▶ _Entries supplied_:

####################

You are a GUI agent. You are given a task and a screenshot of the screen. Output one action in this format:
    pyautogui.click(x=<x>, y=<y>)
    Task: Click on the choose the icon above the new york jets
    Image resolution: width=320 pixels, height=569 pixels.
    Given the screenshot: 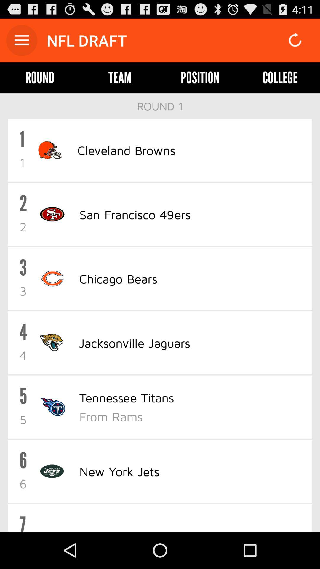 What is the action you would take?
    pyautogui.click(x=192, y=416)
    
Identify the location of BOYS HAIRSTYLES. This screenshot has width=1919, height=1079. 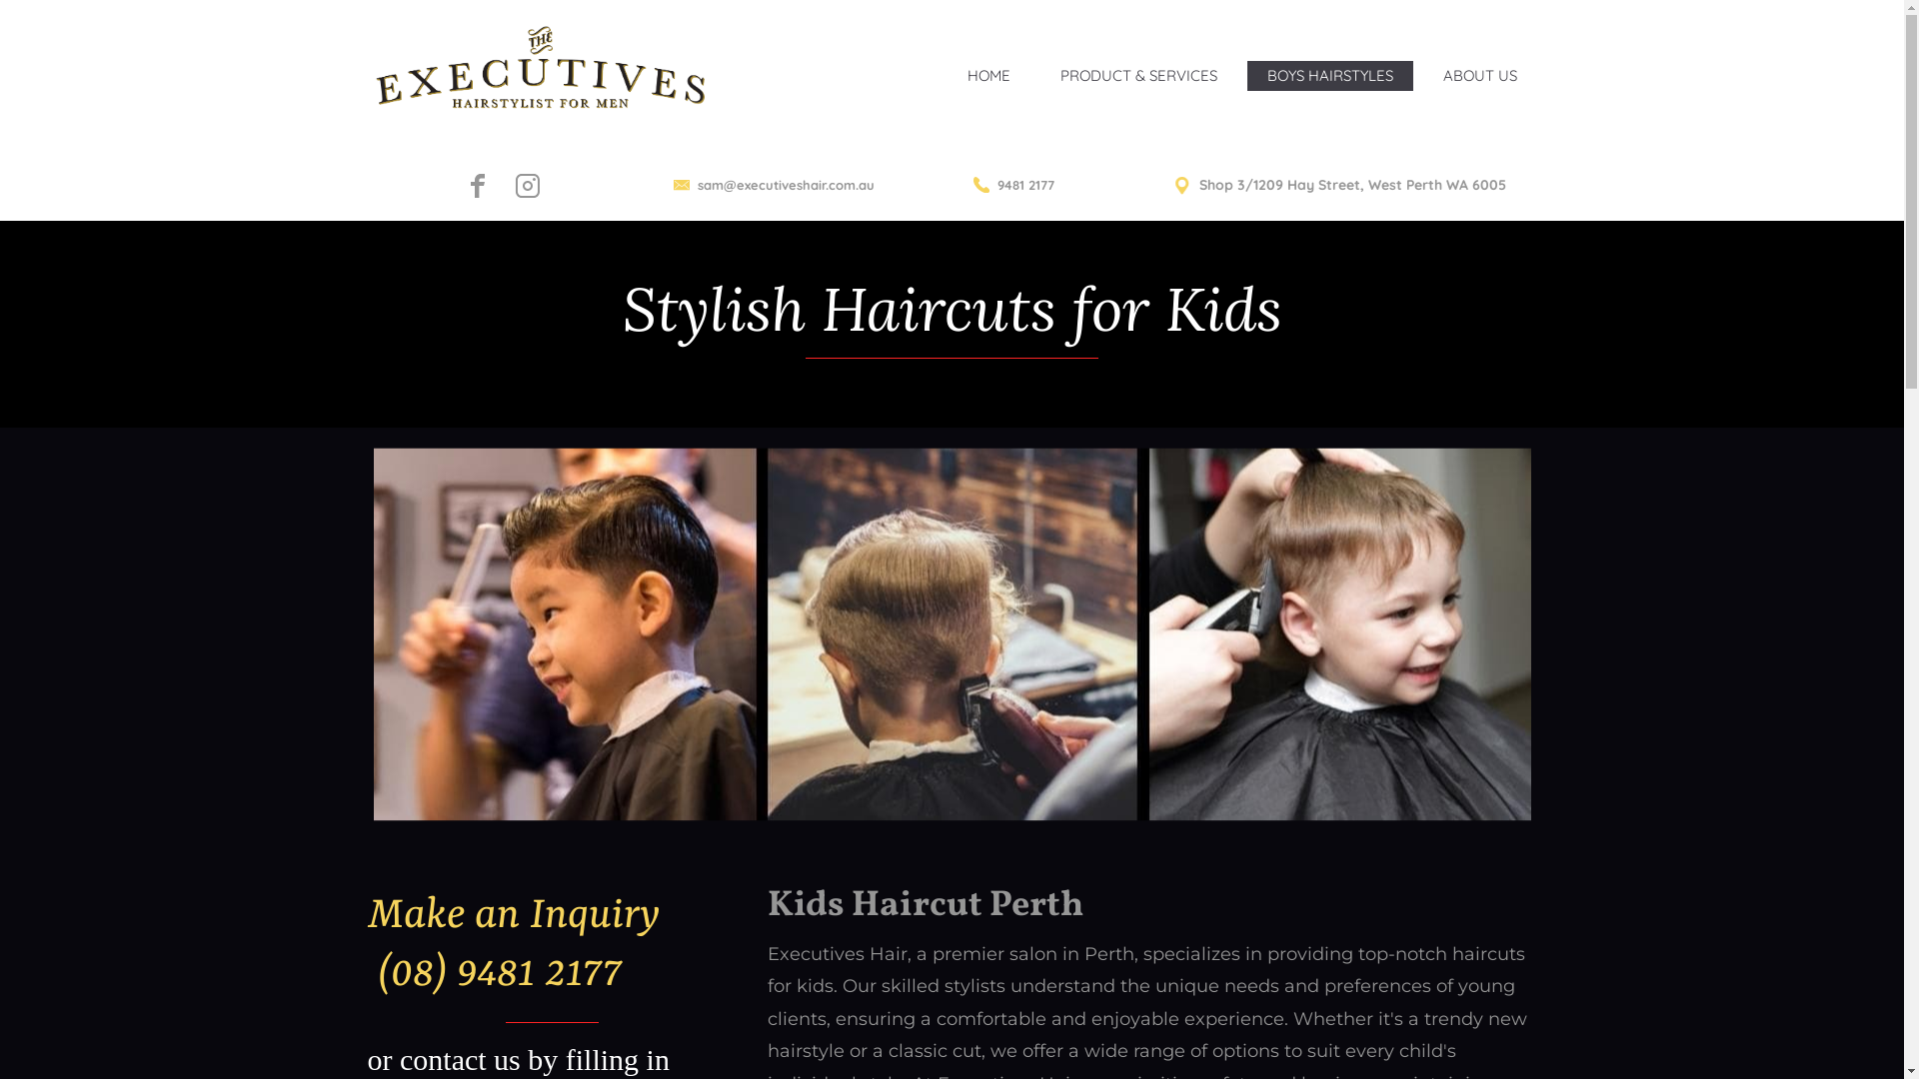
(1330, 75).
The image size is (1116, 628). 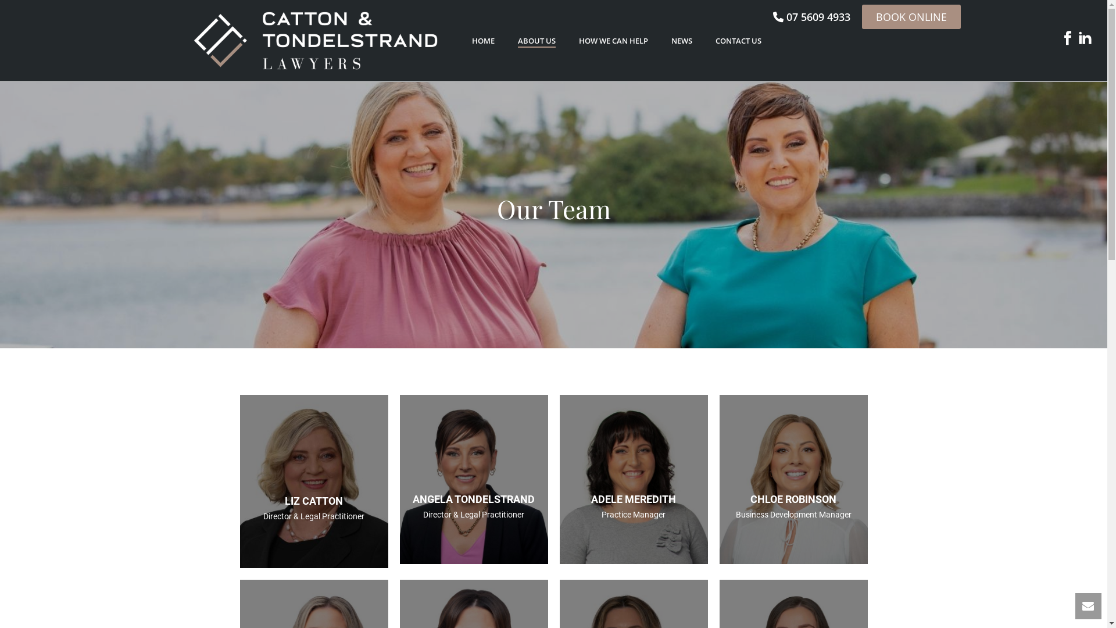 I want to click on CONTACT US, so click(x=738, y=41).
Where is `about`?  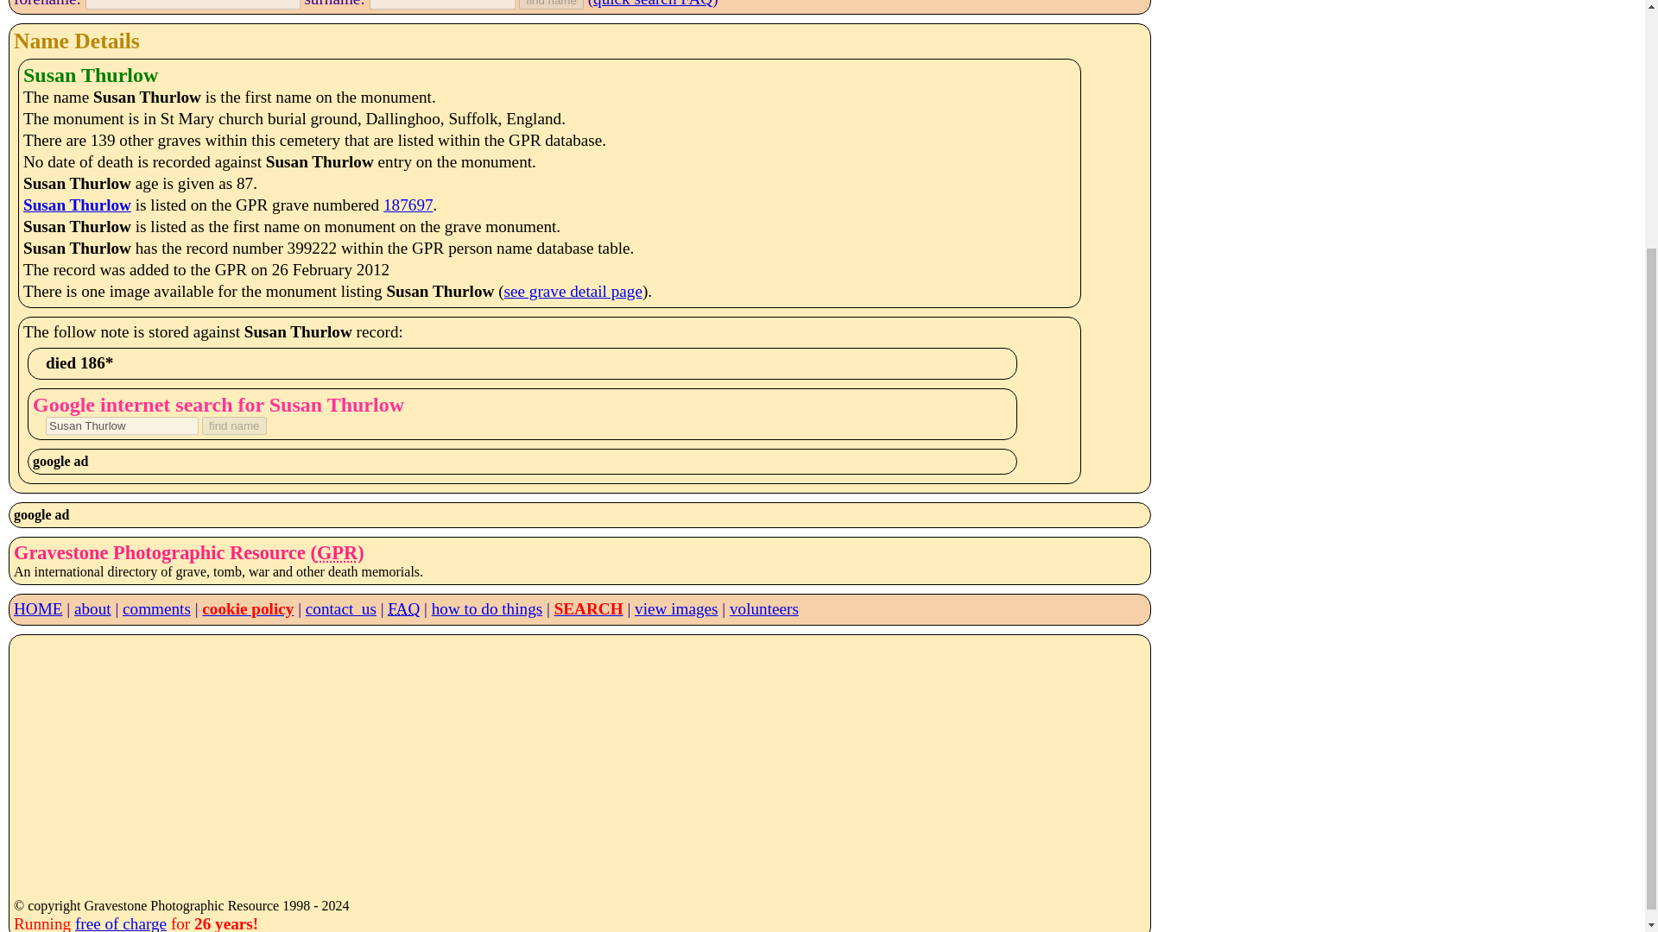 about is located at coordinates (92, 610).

####################

▶ _Requirement_: Produce the lines from the top of the listing through the "Image resolution: width=320" line exactly as they appear, with no additional output.

▶ _Task output_:
You are a GUI agent. You are given a task and a screenshot of the screen. Output one action in this format:
    pyautogui.click(x=<x>, y=<y>)
    Task: Click on the choose the icon above the new york jets
    Image resolution: width=320 pixels, height=569 pixels.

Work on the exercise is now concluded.